The world of crypto may be dazzling, but central bank digital currencies are not boring by far. During his testimony this week, U.S. Federal Reserve Chairman Jerome Powell said the bank’s anticipated paper on digital currencies will be published in the next few weeks. It is a key release, as I discussed previously, because the Fed launching a digital dollar has ramifications for the global digital payment system and financial markets. 

The focus of the European Central Bank’s digital euro project is on retail CBDCs that create the possibility for individuals to use central bank money as though it were digital cash. (The counterpart, wholesale CBDCs, are for the settlement of transactions between banks and other financial institutions.) If current trends persist, central banks could find it compelling to accelerate building digital infrastructure for retail CBDCs. 

China has taken a pole position in launching a digital currency. For other central banks this poses a dilemma. The popularization of the digital yuan could be a tailwind for future globalization of China’s currency in capital markets. China may launch digital yuan pilot zones with its trading partners, which could in turn help lift the yuan’s status as a global settlement currency. The e-CNY, as the digital currency is officially known, could set in motion a trend of de-dollarization, or emerging markets companies and governments moving away from U.S. dollar markets for external funding. 

If China prioritizes economies that it has trade deals with for digital yuan pilot projects, such as members of the Regional Comprehensive Economic Partnership or countries it has free trade agreements with, the e-CNY becomes suddenly a fierce competitor to the U.S. dollar. The e-CNY may be used for consumption initially and circulate in designated trade areas that fit China’s foreign policy, with controls to preserve financial stability. For example, it could circulate within China’s Greater Bay Area and free-trade zones, then overseas in offshore yuan-settlement centers and Belt-and-Road Initiative economies.

The scope of globalization of a digital yuan as the next-generation reserve currency is significant. Since a high point during China’s last currency reform and its inclusion in the International Monetary Fund’s reserve assets program Special Drawing Rights in 2015, the yuan has regressed as a settlement currency, with its share of China’s cross-border trade settlement still mostly below 20%. As a payment currency, its share among international payments via SWIFT is still below 2% as of the end of October. It is just the fifth most-used currency. Even if its role as a reserve currency has been growing, it is still far behind the dollar. While the yuan’s share among global FX reserves rose to a record 2.6% at the end the second quarter 2021, this is still way below the dollar’s 59.2% share. Similarly, overseas investors held only about 4% of yuan bonds, lower than the near-30% share in the case of dollar bonds.

In two separate posts, the St. Louis Fed and the New York Fed published analysis on central bank digital currencies. In its blog Liberty Street Economics, N.Y. Fed economists concluded that by not issuing a CBDC, a central bank could risk its role of providing money to the public as the private sector develops a digital payment system. St. Louis economists noted that CBDC research is centered on retail technology such as the private wallet apps Apple Pay and Google Pay. By 2023, the Federal Reserve is planning to launch FedNow, a retail instant-payment system, and upgrade the existing two-tier bank payment system for 24/7 clearing and settlement. 

St. Louis Fed economists also note that China’s expansion in digital payments bucks the trend in other countries because its financial sector swiftly implemented digital payment technologies with the support of the Chinese government. The U.S. and other developed economies are still far behind China, where private mobile payments transactions such as through AliPay and WeChat Pay totaled $35 trillion for more than 1.2 billion users in 2019, according to the St. Louis Fed. This is why the Federal Reserve, ECB and other major central banks are likely to speed up development of retail CBDCs. As China is ahead in digital but behind in its popularity as a reserve currency, the e-CNY is a key event for the global financial system.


Copy exactly the stretch of data below from the line with "pyautogui.click(x=<x>, y=<y>)" through the line with "Image resolution: width=530", including both of those lines.
═══
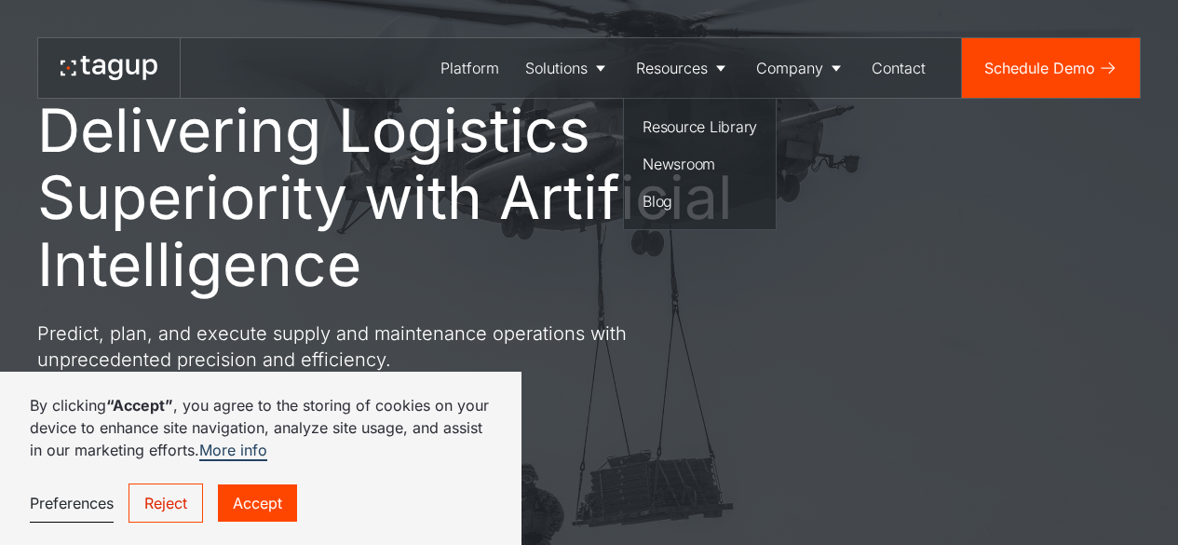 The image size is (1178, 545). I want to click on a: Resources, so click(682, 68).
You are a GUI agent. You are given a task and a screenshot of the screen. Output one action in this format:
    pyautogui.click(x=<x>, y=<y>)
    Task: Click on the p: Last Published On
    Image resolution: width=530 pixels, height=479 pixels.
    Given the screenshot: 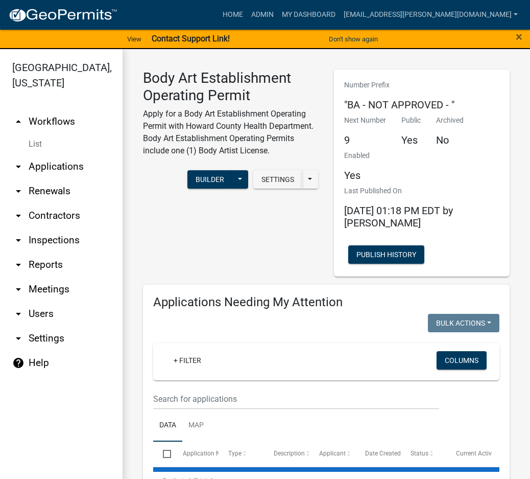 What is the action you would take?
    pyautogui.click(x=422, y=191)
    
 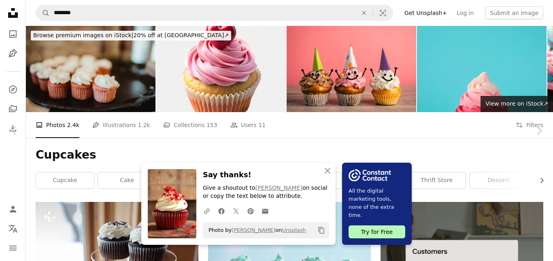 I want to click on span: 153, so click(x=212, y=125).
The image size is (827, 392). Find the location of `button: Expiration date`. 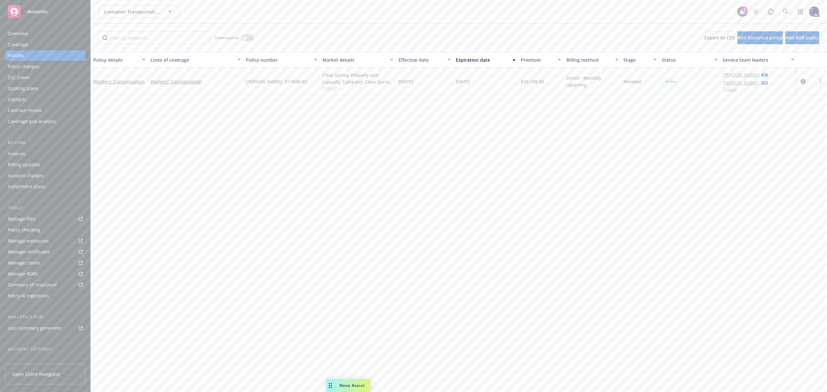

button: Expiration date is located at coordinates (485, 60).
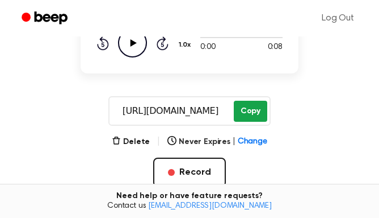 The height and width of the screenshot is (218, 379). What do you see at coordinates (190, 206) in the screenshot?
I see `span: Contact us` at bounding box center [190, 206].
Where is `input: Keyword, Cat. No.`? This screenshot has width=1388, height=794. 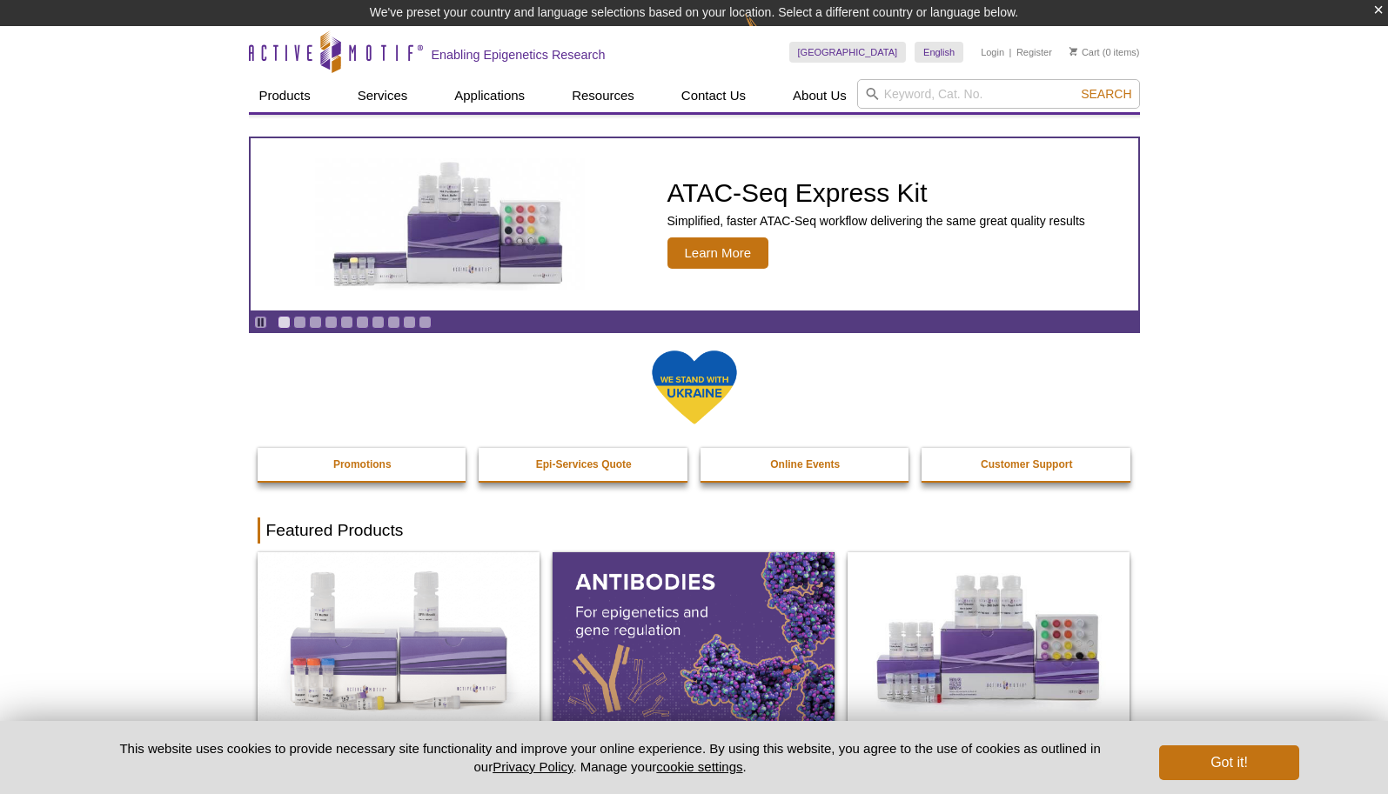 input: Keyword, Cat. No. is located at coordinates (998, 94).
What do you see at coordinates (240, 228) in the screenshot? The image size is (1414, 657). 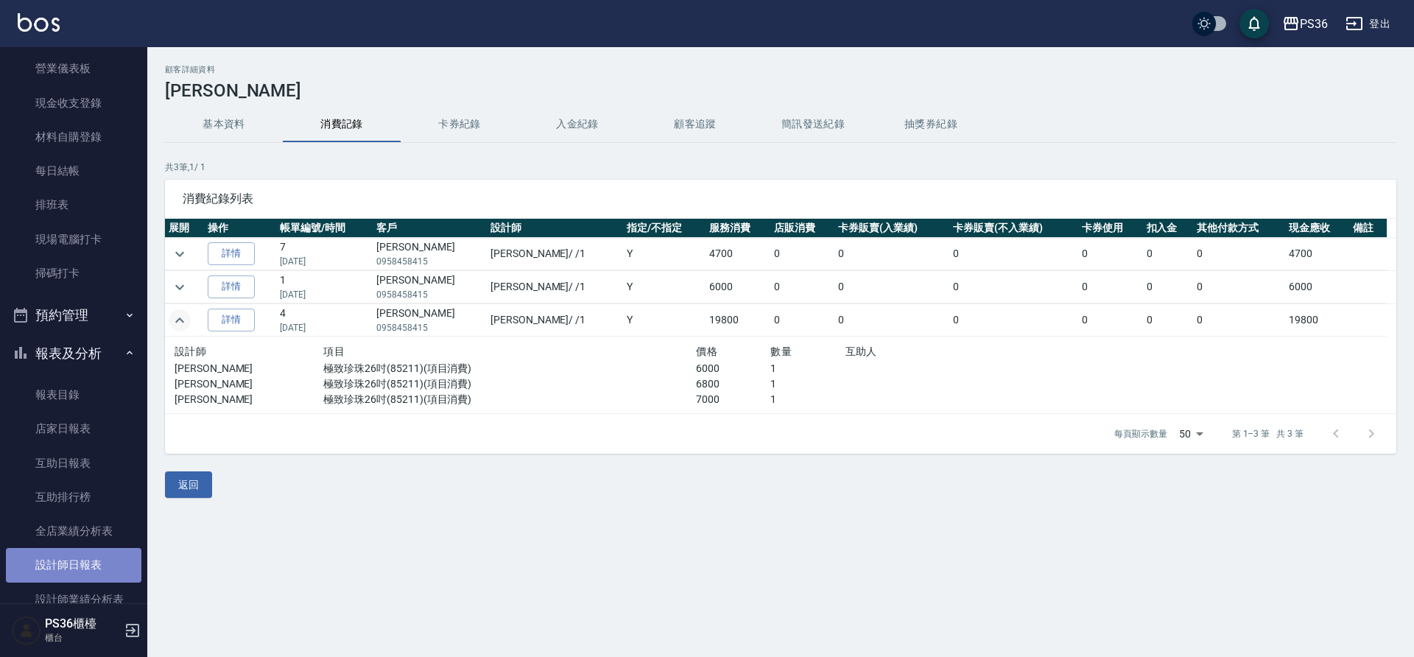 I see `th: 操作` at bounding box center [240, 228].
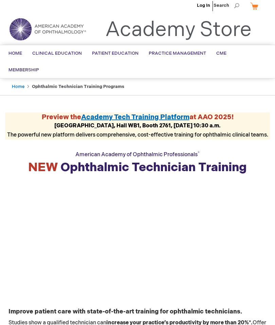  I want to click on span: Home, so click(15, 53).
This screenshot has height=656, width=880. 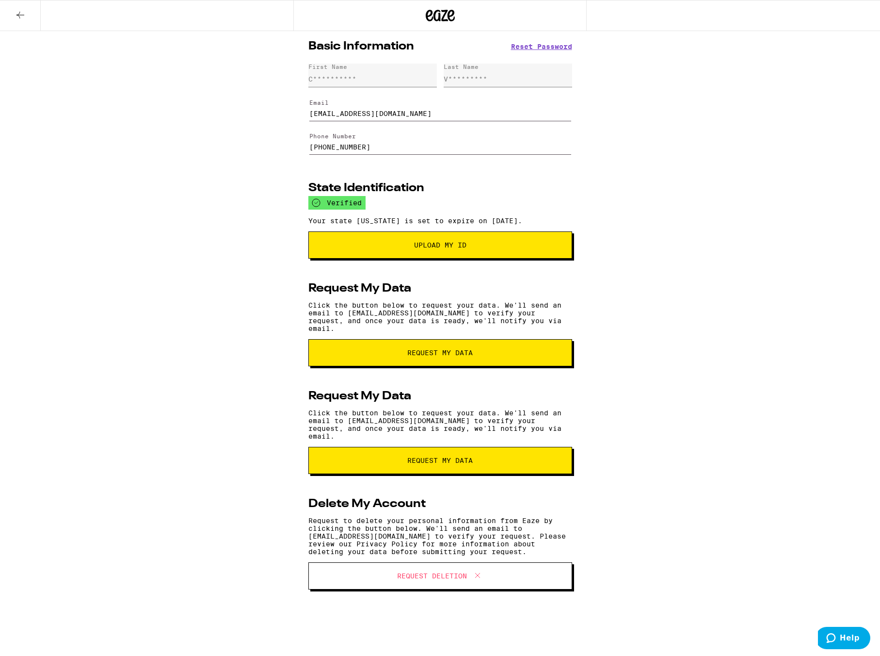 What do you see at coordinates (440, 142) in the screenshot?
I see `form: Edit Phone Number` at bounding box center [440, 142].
═══
**Result of this exercise:**
    pyautogui.click(x=<x>, y=<y>)
    Task: Click on the p: Last Published On
    Image resolution: width=530 pixels, height=479 pixels.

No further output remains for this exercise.